Wednesday, December 03, 2008

Renewed fuss over conscience in medicine

For some reason, the media has decided to focus on the proposed rule from the Health and Human Services Department on the right of conscience, even for doctors, and even for abortion. I guess they felt it was the right thing to do.

LifeEthics has been following the conscience issue as it unfolded over the last year and I wrote a review of the history of the rule in November. Here is the actual notice of the proposed rule, in pdf.

Kaisernet.org
, the Kaiser Family Foundation's daily on line newsletter article recalls the report by the New York Times last month that 3 of 5 members of the Equal Employment Opportunity Commission (two Democrats and one man, the legal council appointed by President Bush) released a statement that the new regulation would "overturn" years of protection. In my opinion, that is ridiculous in light of the recent debate about the American College of Obstetricians and Gynecologist's Ethics Statement #385 requiring member physicians to provide abortion, practice in close proximity to an abortionist, and/or make prior arrangements with an abortionist. In practice, all physicians who provide health care to women, including Family Physicians, Internists and Pediatricians, are held to the ACOG standards.

For those physicians and other medical professionals who are employed, the regulation will merely underscore and clarify protections. For those of us who are self-employed but subject to Boards and ethics statements like that of ACOG, the new regulation will provide protection from new pressures to act against our consciences.

For the worst report that is not on a blatantly pro-abortion website, see the AHN ("AllheadlineNews") editor's incredibly biased contribution. Practice your skills at unravelling biased non-news statements on this excerpt:

The Equal Employment Opportunity Commission has advised the president that the rule would overturn four decades of civil rights laws in the nation. They also say that current law protects people who have religious objections from performing duties that conflict with their religion.

Many groups support the regulation, although about as many oppose it.

******

The new rules probably wouldn't stop people with money or those living in large cities, or metropolitan areas, from finding the care they needed.

However, critics worry that poor people, or those living in small towns, might not be able to afford to travel outside their area to find a medical facility or health care workers that would provide them with the medical care they needed.

Thus the new regulation would create a two-tier health care system for some in America, while being funded from taxpayer money.


Overthrow protections by protecting? And, "Many . . . about as many?"

Remember that ACOG would requirements doctors who do not perform abortions to only practice "in close proximity" to those who do.

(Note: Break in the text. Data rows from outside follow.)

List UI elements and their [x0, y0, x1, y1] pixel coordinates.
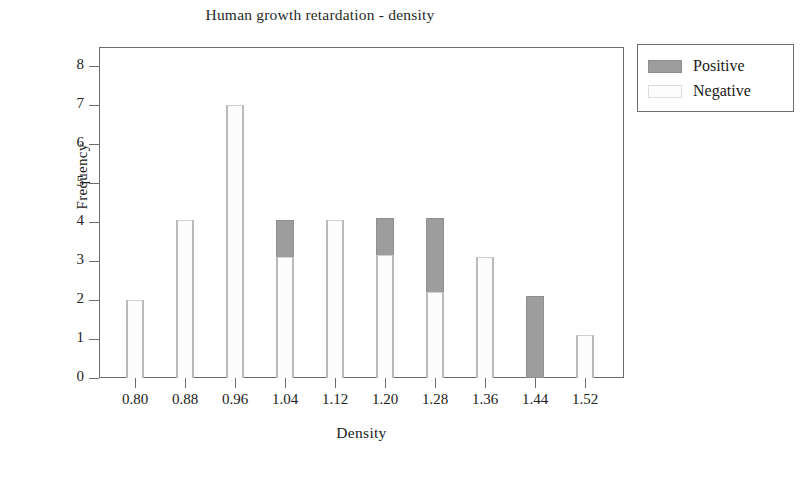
x-tick-mark	[485, 378, 486, 388]
y-tick-mark	[89, 378, 99, 379]
x-tick-mark	[235, 378, 236, 388]
y-tick-label: 6	[62, 134, 84, 151]
bar-segment-positive[interactable]	[526, 296, 544, 378]
y-tick-mark	[89, 66, 99, 67]
x-tick-label: 0.80	[109, 391, 161, 408]
plot-area	[99, 47, 624, 378]
y-tick-label: 8	[62, 56, 84, 73]
bar-group[interactable]	[276, 220, 294, 378]
y-tick-mark	[89, 300, 99, 301]
bar-segment-negative[interactable]	[326, 220, 344, 378]
x-tick-label: 1.12	[309, 391, 361, 408]
bar-group[interactable]	[226, 105, 244, 378]
x-tick-mark	[535, 378, 536, 388]
bar-group[interactable]	[126, 300, 144, 378]
y-tick-label: 7	[62, 95, 84, 112]
legend-item-positive[interactable]: Positive	[648, 54, 745, 78]
x-tick-label: 1.52	[559, 391, 611, 408]
bar-group[interactable]	[576, 335, 594, 378]
y-tick-mark	[89, 222, 99, 223]
chart-title: Human growth retardation - density	[0, 6, 640, 24]
bar-segment-negative[interactable]	[276, 257, 294, 378]
bar-segment-negative[interactable]	[576, 335, 594, 378]
y-tick-mark	[89, 261, 99, 262]
legend-label: Negative	[693, 83, 751, 99]
y-tick-label: 1	[62, 329, 84, 346]
x-tick-mark	[585, 378, 586, 388]
bar-segment-negative[interactable]	[476, 257, 494, 378]
x-tick-label: 0.96	[209, 391, 261, 408]
x-tick-label: 1.44	[509, 391, 561, 408]
bar-group[interactable]	[376, 218, 394, 378]
legend-label: Positive	[693, 58, 745, 74]
y-tick-mark	[89, 183, 99, 184]
bar-segment-negative[interactable]	[226, 105, 244, 378]
bar-group[interactable]	[476, 257, 494, 378]
x-tick-mark	[335, 378, 336, 388]
legend: PositiveNegative	[637, 44, 794, 112]
y-tick-label: 5	[62, 173, 84, 190]
x-tick-label: 1.36	[459, 391, 511, 408]
x-tick-mark	[185, 378, 186, 388]
bar-segment-negative[interactable]	[426, 292, 444, 378]
bar-group[interactable]	[176, 220, 194, 378]
legend-item-negative[interactable]: Negative	[648, 79, 751, 103]
bar-segment-negative[interactable]	[376, 255, 394, 378]
x-tick-mark	[135, 378, 136, 388]
x-tick-label: 1.28	[409, 391, 461, 408]
bar-group[interactable]	[326, 220, 344, 378]
legend-swatch-negative-icon	[648, 85, 682, 98]
x-tick-mark	[385, 378, 386, 388]
x-tick-mark	[285, 378, 286, 388]
x-tick-label: 1.20	[359, 391, 411, 408]
bar-group[interactable]	[526, 296, 544, 378]
x-tick-label: 1.04	[259, 391, 311, 408]
y-tick-mark	[89, 144, 99, 145]
y-tick-label: 3	[62, 251, 84, 268]
y-tick-mark	[89, 339, 99, 340]
bar-segment-negative[interactable]	[126, 300, 144, 378]
x-tick-label: 0.88	[159, 391, 211, 408]
y-tick-label: 2	[62, 290, 84, 307]
y-tick-label: 0	[62, 368, 84, 385]
y-tick-mark	[89, 105, 99, 106]
x-axis-title: Density	[99, 424, 624, 442]
bar-segment-negative[interactable]	[176, 220, 194, 378]
chart-canvas: Human growth retardation - density Frequ…	[0, 0, 811, 481]
x-tick-mark	[435, 378, 436, 388]
y-tick-label: 4	[62, 212, 84, 229]
bar-group[interactable]	[426, 218, 444, 378]
legend-swatch-positive-icon	[648, 60, 682, 73]
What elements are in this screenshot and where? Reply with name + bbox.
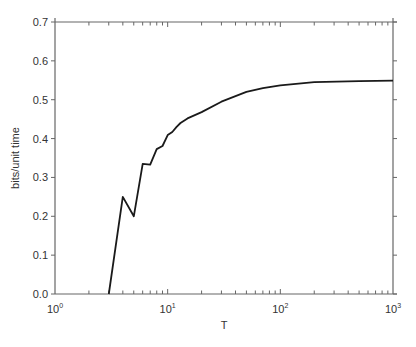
y-tick-label: 0.5 — [33, 94, 48, 106]
y-tick-label: 0.2 — [33, 210, 48, 222]
y-tick-label: 0.3 — [33, 171, 48, 183]
x-tick-label: 100 — [47, 302, 63, 315]
x-axis-label: T — [221, 319, 228, 331]
axes — [55, 18, 397, 294]
y-tick-label: 0.1 — [33, 249, 48, 261]
x-tick-label: 101 — [160, 302, 176, 315]
x-tick-label: 103 — [385, 302, 401, 315]
series-line-rate — [109, 81, 393, 294]
chart: 0.00.10.20.30.40.50.60.7100101102103 T b… — [0, 0, 416, 347]
series — [109, 81, 393, 294]
y-tick-label: 0.4 — [33, 133, 48, 145]
ticks — [51, 22, 397, 294]
y-tick-label: 0.6 — [33, 55, 48, 67]
tick-labels: 0.00.10.20.30.40.50.60.7100101102103 — [33, 16, 401, 315]
y-tick-label: 0.7 — [33, 16, 48, 28]
x-tick-label: 102 — [272, 302, 288, 315]
y-tick-label: 0.0 — [33, 288, 48, 300]
y-axis-label: bits/unit time — [9, 127, 21, 189]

I still say that the ethical solution would be to make sure that pro-abortion OB/Gyns spread out to cover any shortage areas, rather than force the rest of us to clump together or make some areas - and all the men, women, and children that will never need an abortion - do without a local doctor so that no one ever has to be exposed to a conscience.

2 comments:

Suricou Raven said...

"I still say that the ethical solution would be to make sure that pro-abortion OB/Gyns spread out to cover any shortage areas."

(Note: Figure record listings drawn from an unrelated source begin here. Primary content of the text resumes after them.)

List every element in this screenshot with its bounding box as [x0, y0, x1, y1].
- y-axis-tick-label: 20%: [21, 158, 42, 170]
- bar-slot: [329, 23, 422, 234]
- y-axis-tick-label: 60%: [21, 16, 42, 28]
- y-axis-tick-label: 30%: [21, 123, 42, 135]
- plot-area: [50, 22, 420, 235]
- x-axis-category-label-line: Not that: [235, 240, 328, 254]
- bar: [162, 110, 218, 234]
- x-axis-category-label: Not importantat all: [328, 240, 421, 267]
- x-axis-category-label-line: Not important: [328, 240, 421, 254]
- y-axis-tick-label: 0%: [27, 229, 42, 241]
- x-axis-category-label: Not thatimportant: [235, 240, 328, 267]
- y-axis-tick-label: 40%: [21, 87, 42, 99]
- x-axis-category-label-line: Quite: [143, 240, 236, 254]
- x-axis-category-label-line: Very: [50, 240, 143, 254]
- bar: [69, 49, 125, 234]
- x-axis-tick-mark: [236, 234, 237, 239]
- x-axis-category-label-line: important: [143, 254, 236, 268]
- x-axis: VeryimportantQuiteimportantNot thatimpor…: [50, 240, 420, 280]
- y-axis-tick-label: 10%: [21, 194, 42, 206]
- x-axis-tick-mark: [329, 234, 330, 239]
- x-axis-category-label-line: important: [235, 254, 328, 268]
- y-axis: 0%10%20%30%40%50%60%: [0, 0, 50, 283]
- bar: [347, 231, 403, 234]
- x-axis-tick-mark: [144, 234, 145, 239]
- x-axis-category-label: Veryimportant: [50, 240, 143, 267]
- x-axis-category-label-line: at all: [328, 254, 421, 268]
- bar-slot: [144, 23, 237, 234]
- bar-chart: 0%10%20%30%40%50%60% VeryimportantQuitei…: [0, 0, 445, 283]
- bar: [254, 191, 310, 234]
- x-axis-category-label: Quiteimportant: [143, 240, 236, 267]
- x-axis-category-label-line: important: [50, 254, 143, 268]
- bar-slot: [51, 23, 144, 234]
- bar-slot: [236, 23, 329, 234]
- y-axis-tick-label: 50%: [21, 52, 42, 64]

I see a problem with that. There many places where those doctors would be made *extremally* unwelcome. Continuous protests, harassment from crowds, death threats, bricks through the window. I'm not saying all pro-lifers are like that, but it only takes a very small minority of extremeist fanatics to create a no-go area for doctors.

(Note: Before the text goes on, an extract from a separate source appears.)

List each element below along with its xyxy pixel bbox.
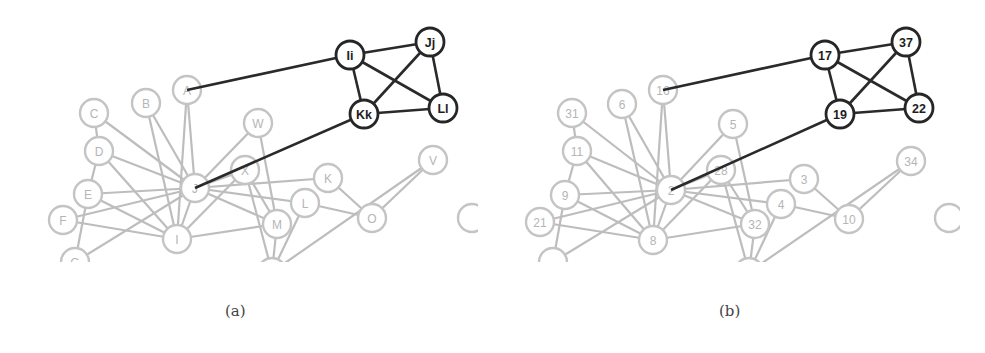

That aside, I think the protections would be a much easier thing to get accepted if they were explicitly limited to abortion and only abortion - not contraception, of any type. If it was made clear that reproductive health services are obliged to provide contraceptives without objection, and information on them, then a lot of the pro-choice objection would come to an end. Many of us regard this not as a protection of conscience but as the latest push of a religious agenda bent on reducing the availability of the sin-promoting contraception, and such a modification or clarification would do much to reduce this fear.

LifeEthics.org said...

And, of course, this is the real issue for the pro-abortion faction. Not everyone's doing it, not everyone is 100% behind the right to abort our children.

In fact, like so many of our issues these days, it's about 50/50.

While most people agree that contraception is ethical, there's no reason to hobble those who don't.

Plan ahead, understand what you're asking for, and don't expect to go through life without a few obstacles. Your freedom is only guaranteed if everyone's freedom is protected.